Arthurdale Heritage, Inc.
FSA-OWI Photography Project
Roy
Emerson Stryker (1893-1975) was the head of
the Resettlement Administration's (RA) photographic project. The RA became known
as the Farm Security Administration (FSA) in 1937. The RA photographic project
was started in the summer of 1935 and continued until 1943 and during this
period FSA photographers documented life in America in all 48 states. In 1942,
the Historical section of the FSA, under budgetary constraints, became a
photographic division of the Office of War Information (OWI). Stryker resigned
in 1943 and the complete collection of photographs (approximately 270,000
negatives and 77,000 prints) were transferred to the Library of Congress in
Washington, DC in 1944.
Arthurdale was originally created in 1933 under the Division of Subsistence Homesteads of the Department of the Interior. In 1935 the problems of the rural poor were assigned to the Resettlement Administration under the direction of Rexford Tugwell. Arthurdale was assigned to the RA, later to the FSA.
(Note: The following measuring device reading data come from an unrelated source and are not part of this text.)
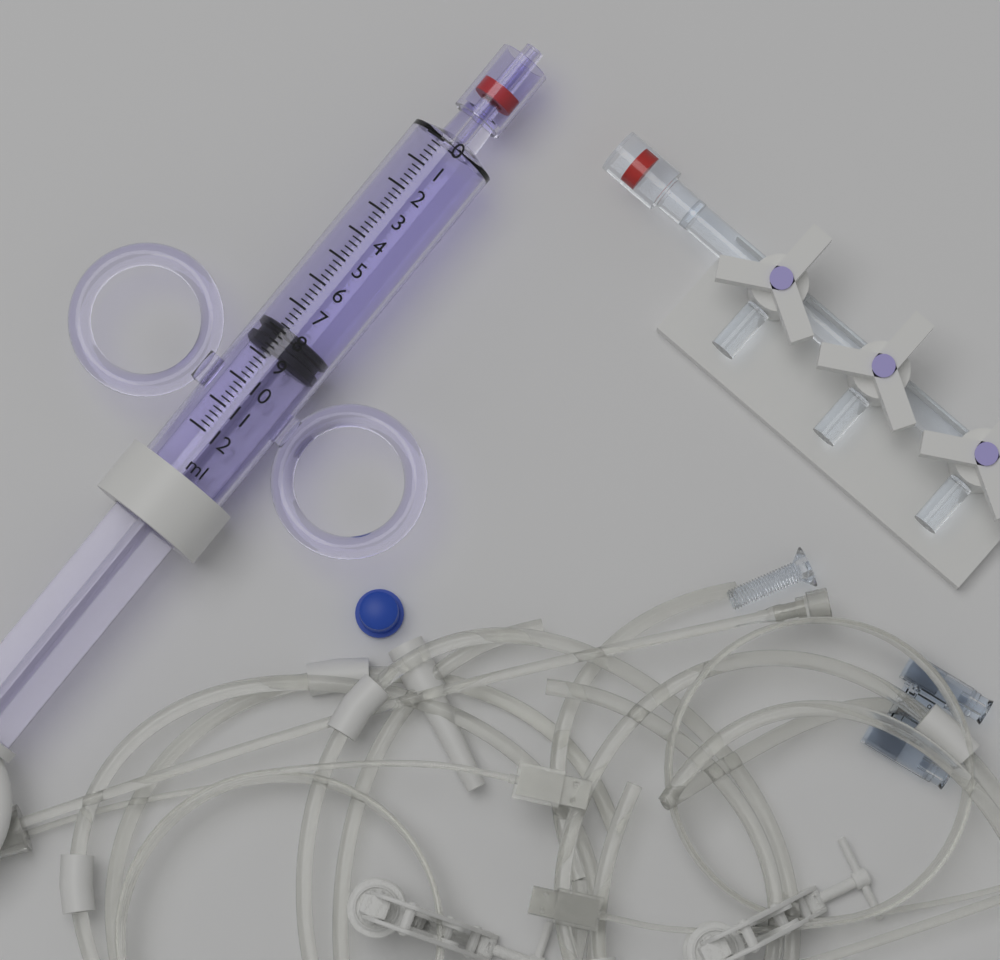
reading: 7.8 ml
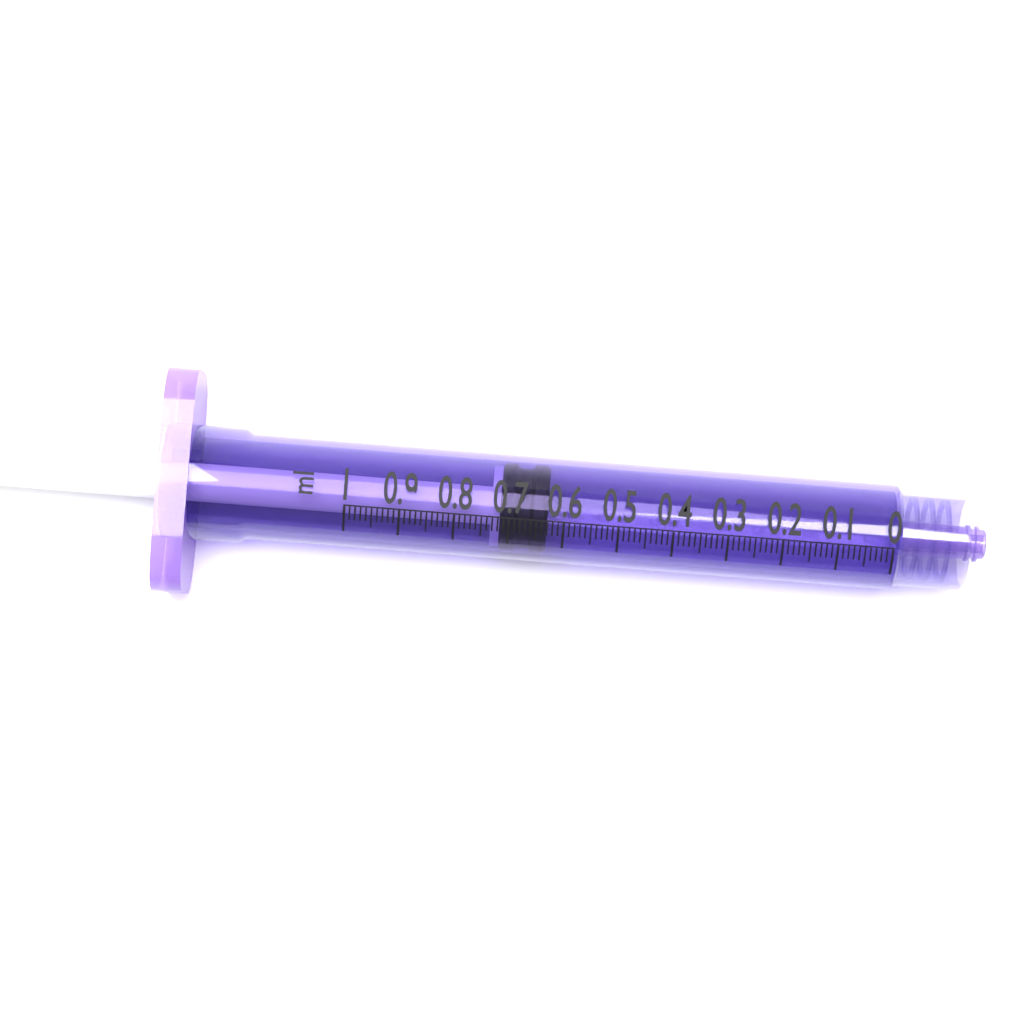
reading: 0.63 ml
The FSA photography project was assigned the task of gathering information about the historical, sociological and economic aspects of the government relief programs in the US. Stryker hired about 15 photographers to document all the FSA projects in photos. FSA photographers of Arthurdale included: Ben Shahn, Walker Evans, Edwin Locke, Elmer Johnson, John Vachon, & Arthur Rothstein.
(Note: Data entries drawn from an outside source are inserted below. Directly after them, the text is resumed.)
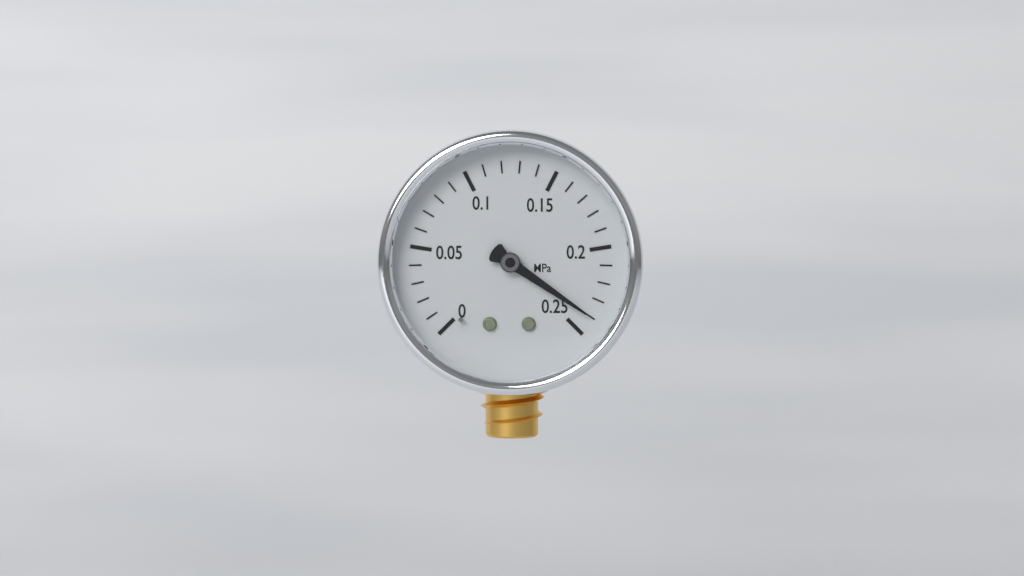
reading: 0.24 MPa
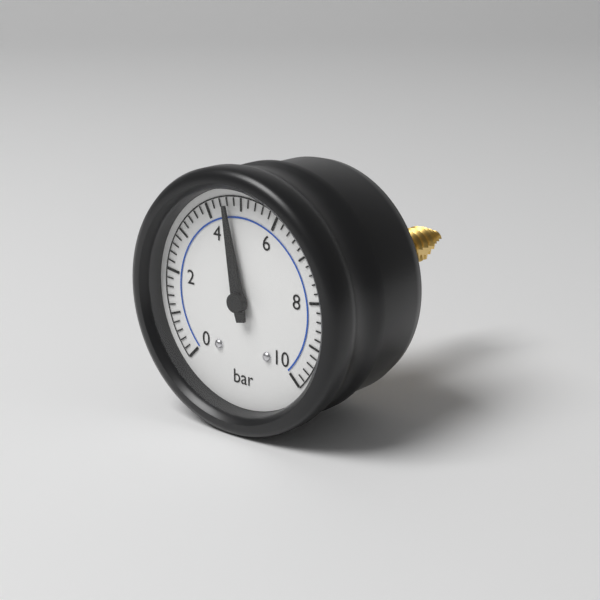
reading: 4.6 bar
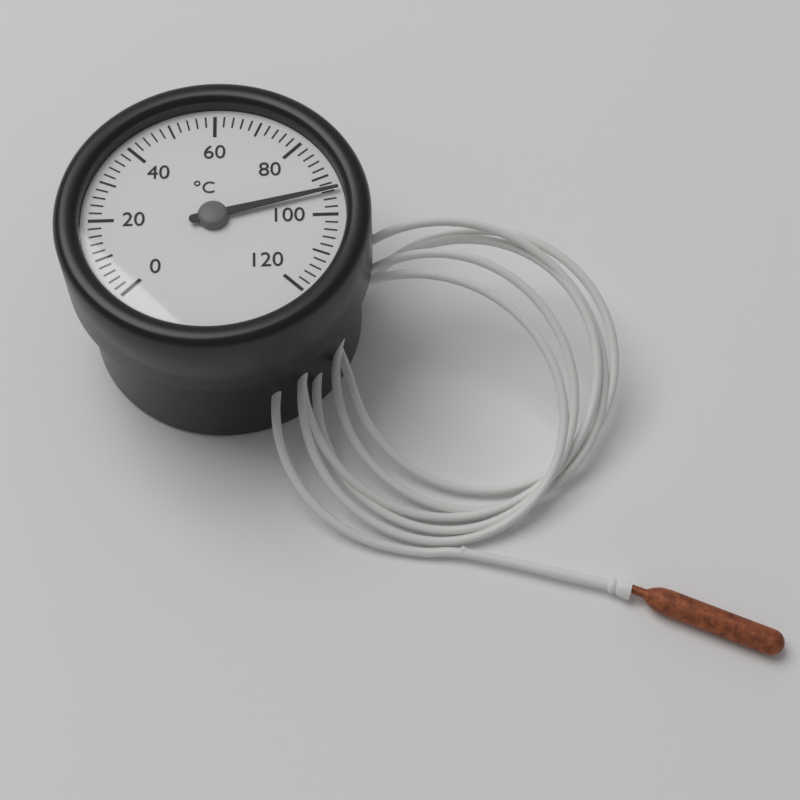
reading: 94 °C
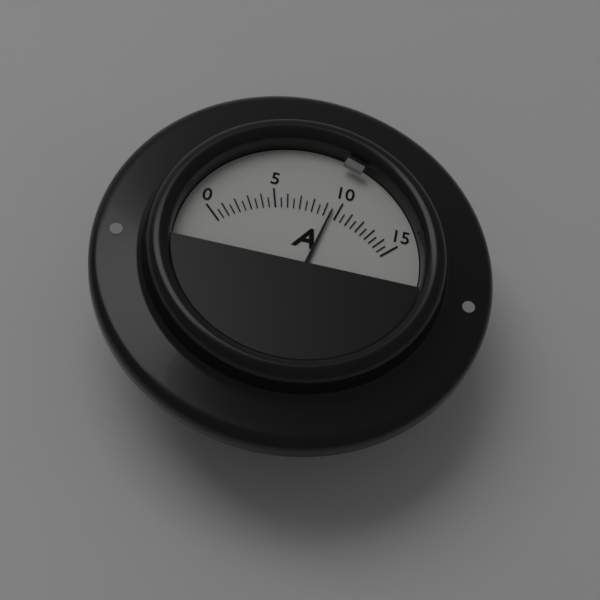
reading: 9.5 A
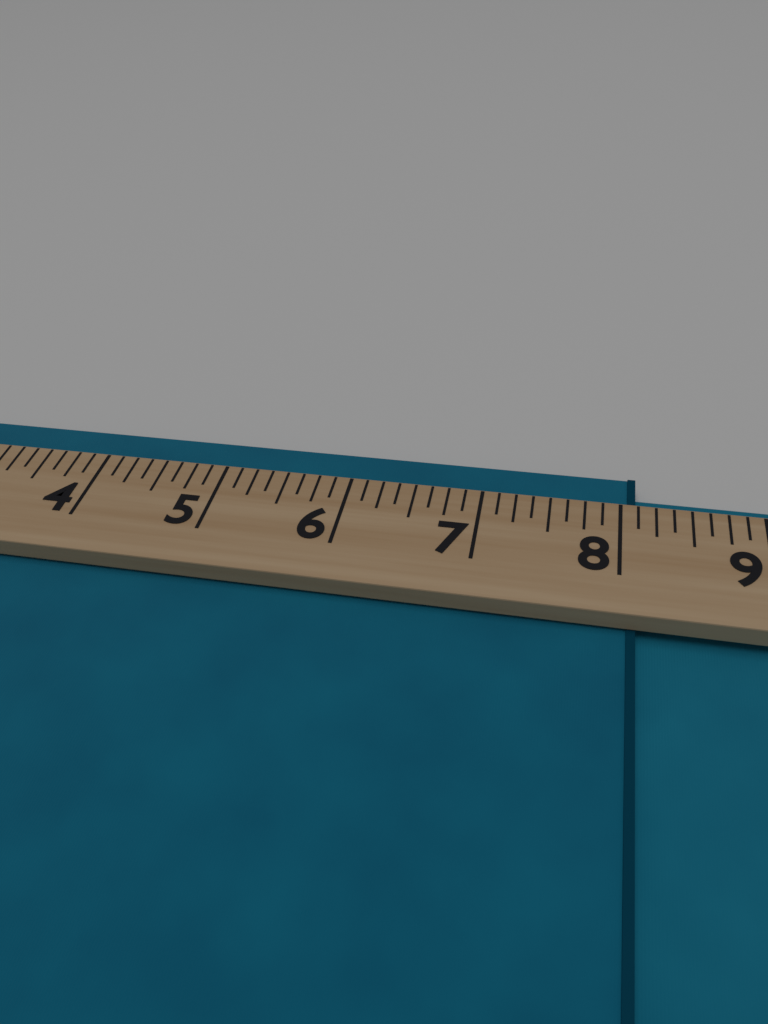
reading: 8.125 (no unit)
Arthurdale is one of the best documented projects in the FSA-OWI Collection.
Walker
Evans (1903-1975) Evans was originally contracted to photograph Arthurdale
for the Department of the Interior prior to becoming a contracted photographer
for the FSA. His photos became part of the FSA collection. He was hired by the
FSA in October 1935 and photographed for the FSA from then through the
summer of 1938. During this time he photographed Arthurdale as well as other FSA
projects in Pennsylvania and Alabama.
Ben
Shahn (1898-1969) From 1935-1938 Ben Shahn photographed in the rural
southern and the mid-west United States for the Historical Section of the
Resettlement Administration/Farm Security Administration. Shahn was actually
employed by the Special Skills section of the Resettlement Administration to
prepare murals and exhibits. One of his murals is located in the Roosevelt
School Building in Roosevelt, New Jersey. The project in Roosevelt, New
Jersey was originally called the Jersey Homesteads, a sister New Deal homestead
cooperative project, for some 200 families of displaced garment workers. The name was changed to Roosevelt in
1944 after the death of Franklin Delano Roosevelt. While creating the mural, Ben Shahn
so enjoyed the area
and the people in Roosevelt, NJ, he later settled there.
Arthur
Rothstein (1915-1985) After graduation from Columbia University, Rothstein
was hired by the FSA by Stryker, an ex economics professor from Columbia
University. At Columbia, Rothstein founded the university's photography
club. In 1940, Rothstein was hired as a staff photographer by Look
magazine and later became its Director of Photography. FSA photographer
Arthur Rothstein believed it was their job to document the problems
of the Depression so that the government could justify the New Deal legislation that was
designed to alleviate them.
John Vachon (1914- ) John
Vachon was originally hired in 1936 by the FSA as an "assistant
messenger" and one responsibility was to catalogue the pictures which were
being taken. The more photos he catalogued the more his interest in photography
grew. He was hired as a photographer in 1938. His contribution to the FSA
Arthurdale collection consists of one photo. He later became a professional
photographer for Look magazine, under Rothstein, and produced feature
stories for almost twenty years.
Elmer "Ted" Johnson () Johnson was a photographer working for the Department of the Interior's Division of Subsistence Homesteads, but the photographs ended up in the FSA collection. He began photographing Arthurdale as early as 1934 depicting the initial site, the early houses, both exterior and interior, as well as photos of daily life. When the small photographic unit of the Division of Subsistence Homesteads was transferred to the FSA, Johnson became one of the first FSA photographers.
Edwin Locke () Locke was employed by the FSA from 1935 to 1937 as Stryker's assistant. He was not a major photographer but his coverage in film of Arthurdale is the most thorough.
The photographs, in FSA-OWI sequence number order, are presented by photographer, in no particular order. Each photographer's style was different, each trying to document an aspect that he saw.